The bidders would also, for the first time under the PFI, be required to detail the methodology behind their costing for the project. In effect, bidders would be competing against each other for this principal scheme, but standardisation of design and cost meant that the DoH would have a fairly detailed picture of the evolution of the other two hospitals. So, soon after the first scheme reached financial close, contracts on the other hospitals could be agreed. Banfield says: "We're hoping to issue room data sheets to give the contractor some commonality – a four-bed room in Bradford should be, as far as possible, similar to one in Salford."

Listening to its members, the MCG pushed for simplicity and security in this batching process. MCG director Bill Tallis says: "We think that bids should use the minimum of data possible."

Can one large organisation cope with £500m worth of hospitals?

Mike Nightingale, Nightgale Associates

One area in which Tallis and the DoH reached agreement was that as part of the prequalification process, bidders and government would sign a memorandum of understanding. This would entail the bidder agreeing to open-book accounting and to ground and building surveys commissioned by the DoH. Agreeing to the surveys would mean that the bidders would not have to waste time with commissioning their own. The DoH would issue a warranty guaranteeing the findings – the contractor and its consortium would not have to worry about liability for flawed surveys.

Tallis says: "We certainly thought it would be helpful to have one survey, rather than each bidder doing a survey of their own. It would be more economical."

Despite the obvious time and cost-saving advantages, the process is not free from criticism. One regular PFI bidder is healthcare architect Nightingale Associates. Chairman Mike Nightingale says: "The proof of the pudding is in the eating. Can one large organisation cope with £500m worth of hospitals? I think it's going to complicate the management to run three hospitals rather than one."

Batching team member Tesh Patel at the DoH counters this attack by saying that contractors could enter into joint ventures to share the burden of dealing with such large projects. Despite the straight bat played by Patel, it is clear that the government is concerned by the capacity issue: a DoH source has confirmed that some later batches are likely to be closer to the £50m-mark. "We envisage joint ventures and smaller batches of hospitals and mental health schemes," the source says.

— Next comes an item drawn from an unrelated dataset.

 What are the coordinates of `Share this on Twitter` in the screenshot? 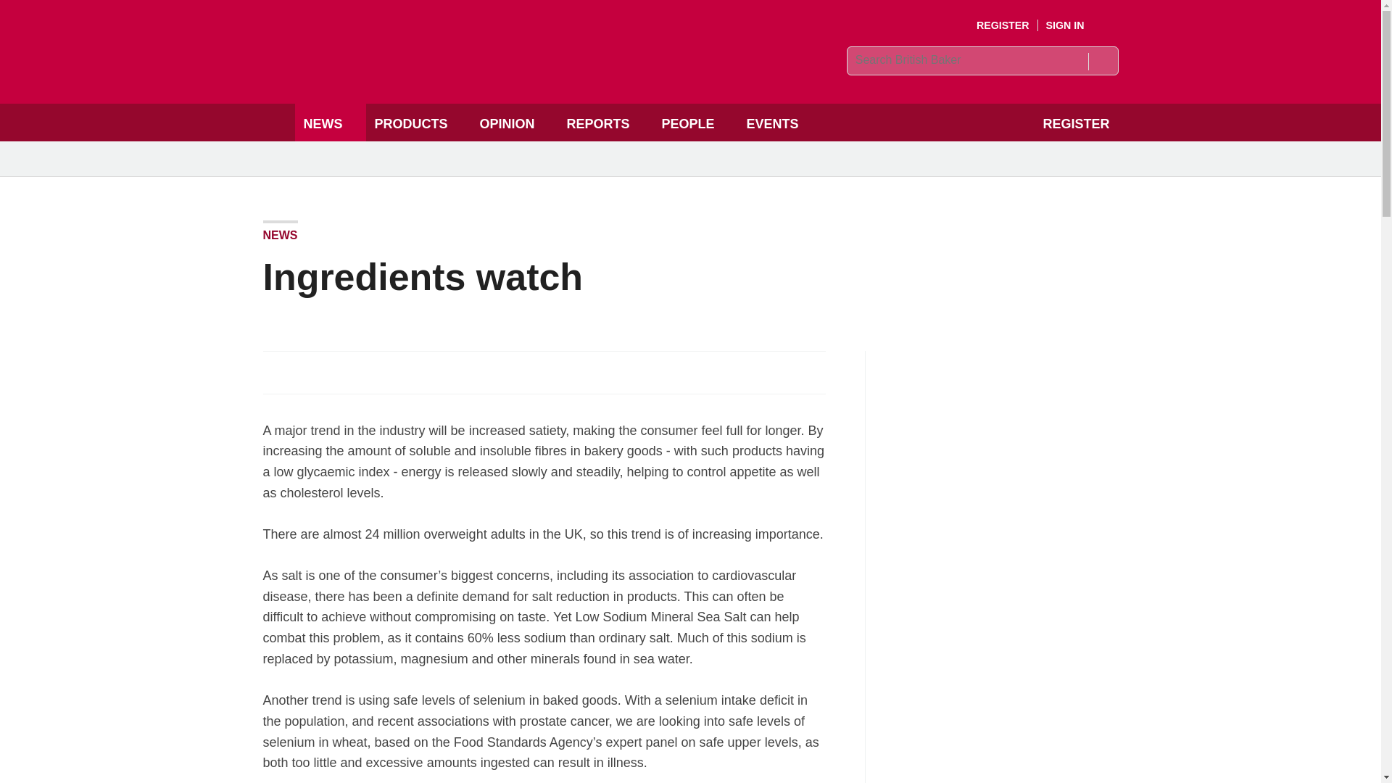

Patel also believes that the DoH will provide administrative support to the private sector with the establishment of a board, consisting of DoH officials and representatives of each of the NHS trusts involved in a bundle, to co-ordinate the developments.

The birth of hospital batching: Salford, Tameside and Bradford

  • 16 May 2003: Invitation to tender advertised in Official Journal of European Communities.
  • 28 May 2003: DoH holds open day at Hope Hospital in Salford for 100 industry executives to learn more about how the first hospital batch will work.
  • 23 June 2003: Prequalification questionnaire issued to prospective bidders.
  • 11 August 2003: Deadline for return of questionnaires.
  • 8 September 2003: Shortlist of three bidders decided.
  • 9 September 2003: Invitation to negotiate issued to shortlisted bidders.
  • 6 February 2004: Deadline for returns of invitation to negotiate documents.
  • 7 April 2004: Evaluation of bids completed.
  • 8 April–6 May 2004: DoH approvals secured.
  • 7 May 2004: Framework agreed and signed with preferred bidder.
  • February 2005: Financial close of Salford Hospital.
  • May 2005: Financial close of second hospital (Tameside or Bradford).
  • August 2005: Financial close of third scheme.